I’ve just been barrelling through the last little while quite (un)successfully ignoring what’s looming large next week. It’s been in my peripheral vision but I haven’t stared at it. I didn’t want to, so it didn’t. I just kept looking at my feet and putting one in front of the other.


The last month has been busy and exhausting and wonderful and tiring and I’ve been so proud and so utterly sad.


I’ve seen our second child finish primary school, watched with pride the kids performing in a school concert, given a school council President speech that had to acknowledge our school has lost 3 parents this year, delivered a major project at work, tried to do Christmas shopping, tried to get to all the end of year events, madly put together a work Christmas party skit, tried to sleep well (and failed), tried to support the kids as they start falling apart because it’s the end of the year and they are kids ... with the added bonus of them being grieving kids.


I’ve also been rude to people who have felt the need to tell me what we should do for Christmas.


If I hear the words: You should ... again, I’m probably going to scream.


I know it’s not being said to to be destructive; it’s being said as an attempt at helpful advice; it’s coming from a good place.


But the words ‘you should...’ at the minute are just adding to the very very long list of should, would, could, could not I’ve already got in my head ...


Christmas is looming large - so freaking large - in my head.


Apparently I should do something different, should do what we always do, should do a mix, should get right away, should just batten down the hatches, should spend it alone, should spend it with family, should find someone not family to have it with, should not host it, should find a way to host but not cook, should not put pressure on myself, should do whatever feels right, should take time to work out what we need...


Right now in my head I am already putting enough pressure on what it should all look like, thanks.


Because, you know what we should be doing?

We should be having Christmas with Pete.


It should be happy and wonderful.


It should not be us looking at the empty seat at the table, at the presents that say ‘love from mum’ and not ‘mum and dad’.


It should not be without him.


And so while everyone means well with the should’s ... I can’t handle more ‘you should’.

Nor can I do any more ‘you will get through it...’


Because I already know that. I’ve been doing that all year. Getting through it.
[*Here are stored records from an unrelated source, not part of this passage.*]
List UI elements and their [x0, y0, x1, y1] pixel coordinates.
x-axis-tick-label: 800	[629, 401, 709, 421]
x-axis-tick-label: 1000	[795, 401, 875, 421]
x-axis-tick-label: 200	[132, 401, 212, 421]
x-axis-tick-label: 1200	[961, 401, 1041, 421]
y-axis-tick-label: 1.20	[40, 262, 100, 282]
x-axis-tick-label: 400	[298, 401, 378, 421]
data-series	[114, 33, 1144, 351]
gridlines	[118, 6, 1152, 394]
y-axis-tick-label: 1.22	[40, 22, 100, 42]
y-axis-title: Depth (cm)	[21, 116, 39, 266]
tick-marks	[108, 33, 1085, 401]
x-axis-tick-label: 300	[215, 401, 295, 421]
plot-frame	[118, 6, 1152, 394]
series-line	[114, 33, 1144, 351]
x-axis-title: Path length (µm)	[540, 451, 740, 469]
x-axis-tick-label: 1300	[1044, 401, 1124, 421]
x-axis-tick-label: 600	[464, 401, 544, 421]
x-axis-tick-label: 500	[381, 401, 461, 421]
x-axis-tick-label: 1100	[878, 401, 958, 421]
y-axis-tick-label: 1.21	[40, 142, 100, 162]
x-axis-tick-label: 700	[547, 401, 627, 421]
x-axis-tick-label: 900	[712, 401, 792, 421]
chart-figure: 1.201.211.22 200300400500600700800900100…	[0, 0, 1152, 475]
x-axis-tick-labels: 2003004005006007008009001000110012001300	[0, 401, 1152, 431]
Every. single. day. for the last 11 months.


But in the last month I’ve also had the most wonderful support to try and nurse me into the end of the year. People who can see the cracks beginning to show, who continue to turn up and just do a ‘sanity check’ on me. Men who have given me the most welcome hugs that just allow me to hold on to them and for them to wrap their arms around me to make sure I’m still standing upright (albeit they remind me of what I don’t have any more).
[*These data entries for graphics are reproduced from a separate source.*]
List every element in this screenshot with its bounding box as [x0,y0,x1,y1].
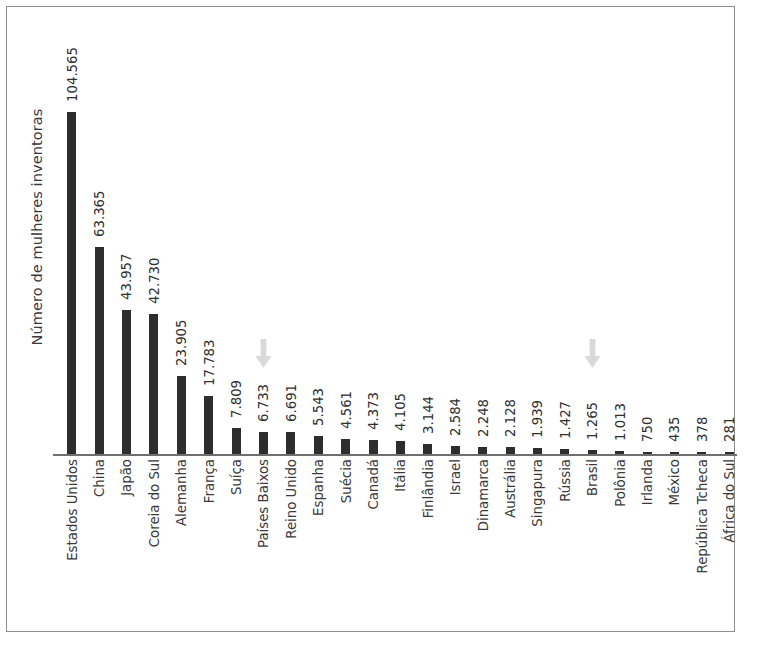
bar-value-label: 23.905 [174,319,189,366]
category-label-17: Austrália [496,459,523,460]
bar-value-label: 4.373 [366,392,381,430]
category-label-9: Reino Unido [277,459,304,460]
category-label-4: Coreia do Sul [140,459,167,460]
category-label-10: Espanha [305,459,332,460]
bar-rect [286,432,295,454]
category-label-24: República Tcheca [688,459,715,460]
bar-16: 2.248 [469,447,496,454]
category-label-2: China [85,459,112,460]
bar-12: 4.373 [359,440,386,454]
bar-rect [95,247,104,454]
category-label-6: França [195,459,222,460]
category-label-text: Irlanda [640,459,655,505]
category-label-13: Itália [387,459,414,460]
category-label-20: Brasil [579,459,606,460]
category-label-text: Singapura [530,459,545,527]
bar-rect [369,440,378,454]
category-label-19: Rússia [551,459,578,460]
bar-value-label: 4.561 [338,391,353,429]
bar-value-label: 104.565 [64,47,79,102]
category-label-text: Dinamarca [475,459,490,531]
category-label-22: Irlanda [633,459,660,460]
category-label-text: Brasil [585,459,600,496]
plot-area: 104.56563.36543.95742.73023.90517.7837.8… [53,19,737,455]
category-label-text: Reino Unido [283,459,298,539]
bar-value-label: 1.939 [530,400,545,438]
bar-rect [177,376,186,454]
category-label-text: Coreia do Sul [146,459,161,547]
bar-value-label: 750 [640,417,655,442]
bar-10: 5.543 [305,436,332,454]
bar-rect [396,441,405,454]
bar-3: 43.957 [113,310,140,454]
category-label-1: Estados Unidos [58,459,85,460]
bar-7: 7.809 [222,428,249,454]
bar-value-label: 7.809 [229,380,244,418]
category-label-text: França [201,459,216,503]
x-axis-line [53,454,737,456]
category-label-21: Polônia [606,459,633,460]
bar-value-label: 1.427 [557,401,572,439]
bar-value-label: 5.543 [311,388,326,426]
bar-11: 4.561 [332,439,359,454]
category-label-text: Espanha [311,459,326,516]
bar-rect [232,428,241,454]
category-label-text: Estados Unidos [64,459,79,561]
bar-value-label: 281 [722,417,737,442]
bar-value-label: 6.691 [283,384,298,422]
bar-17: 2.128 [496,447,523,454]
category-label-18: Singapura [524,459,551,460]
category-label-text: México [667,459,682,505]
category-label-text: Suécia [338,459,353,503]
bar-rect [67,112,76,454]
category-label-text: Polônia [612,459,627,507]
category-label-text: Japão [119,459,134,496]
category-label-text: Canadá [366,459,381,510]
bar-rect [451,446,460,454]
category-label-7: Suíça [222,459,249,460]
category-label-3: Japão [113,459,140,460]
bar-4: 42.730 [140,314,167,454]
category-label-text: Austrália [503,459,518,518]
bar-13: 4.105 [387,441,414,454]
category-label-text: Alemanha [174,459,189,526]
bar-rect [259,432,268,454]
bar-value-label: 2.584 [448,398,463,436]
bar-5: 23.905 [168,376,195,454]
bar-rect [149,314,158,454]
category-label-text: Itália [393,459,408,492]
category-label-text: Finlândia [420,459,435,518]
category-label-14: Finlândia [414,459,441,460]
category-label-text: Países Baixos [256,459,271,548]
category-label-12: Canadá [359,459,386,460]
bar-value-label: 2.248 [475,399,490,437]
bar-2: 63.365 [85,247,112,454]
bar-value-label: 42.730 [146,257,161,304]
bar-value-label: 6.733 [256,384,271,422]
bar-rect [204,396,213,454]
bar-8: 6.733 [250,432,277,454]
category-label-text: Suíça [229,459,244,495]
category-label-25: África do Sul [716,459,743,460]
chart-frame: Número de mulheres inventoras 104.56563.… [6,6,735,632]
category-label-5: Alemanha [168,459,195,460]
bar-value-label: 1.265 [585,402,600,440]
category-label-text: República Tcheca [694,459,709,573]
down-arrow-icon-brasil [584,339,601,369]
category-label-11: Suécia [332,459,359,460]
bar-9: 6.691 [277,432,304,454]
category-label-16: Dinamarca [469,459,496,460]
bar-1: 104.565 [58,112,85,454]
category-label-text: China [92,459,107,497]
bar-rect [478,447,487,454]
bar-6: 17.783 [195,396,222,454]
bar-value-label: 43.957 [119,253,134,300]
bar-rect [423,444,432,454]
category-label-text: África do Sul [722,459,737,543]
category-label-8: Países Baixos [250,459,277,460]
bar-value-label: 4.105 [393,393,408,431]
bar-value-label: 63.365 [92,190,107,237]
bar-14: 3.144 [414,444,441,454]
y-axis-title: Número de mulheres inventoras [29,77,45,377]
bar-rect [506,447,515,454]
I will get through next Wednesday - I’m aiming to do that by making sure there are enough presents, food and alcohol, so irrespective of whether I’m falling apart and rocking in the foetal position during the day, the kids are happy and fed.


And then I will turn around and line up to see out the year and say farewell to 2019 and start a whole new year ... a year that will never ever have Pete in it.
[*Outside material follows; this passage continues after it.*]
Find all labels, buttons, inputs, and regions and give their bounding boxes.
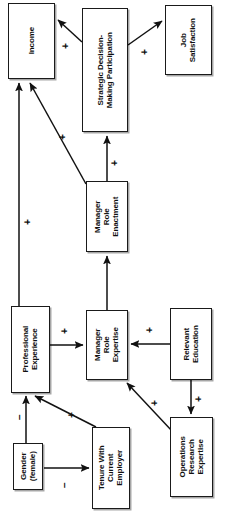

And then a milestone birthday.


And then the anniversary of losing him.


Within 3 weeks.


And everyone just keeps reminding me I ‘just need to get through the first year’... the ‘year of firsts is the hardest’.


But I’m seriously scared about what happens when I wake up on January 21 and it’s still hard?

It’s not like I’ll wake up and go “well that was an interesting life experience, don’t fancy it again, but look, we survived...”


And the reality probably is, I’m completely petrified of January 21 because it’s been a goal to get to, to just get through a year - just work as hard as you can to get through and see out the year functioning, to get through our January 20 anniversary. I’ve held it up as the goal I just have to get to.


But once I’m there, and it’s still hard on January 21 - one year and one day later - what then? I can’t keep this level of functionality. It basically just been Adrenalin running me all year. I know that.

And it scares me to think about what the second year looks like.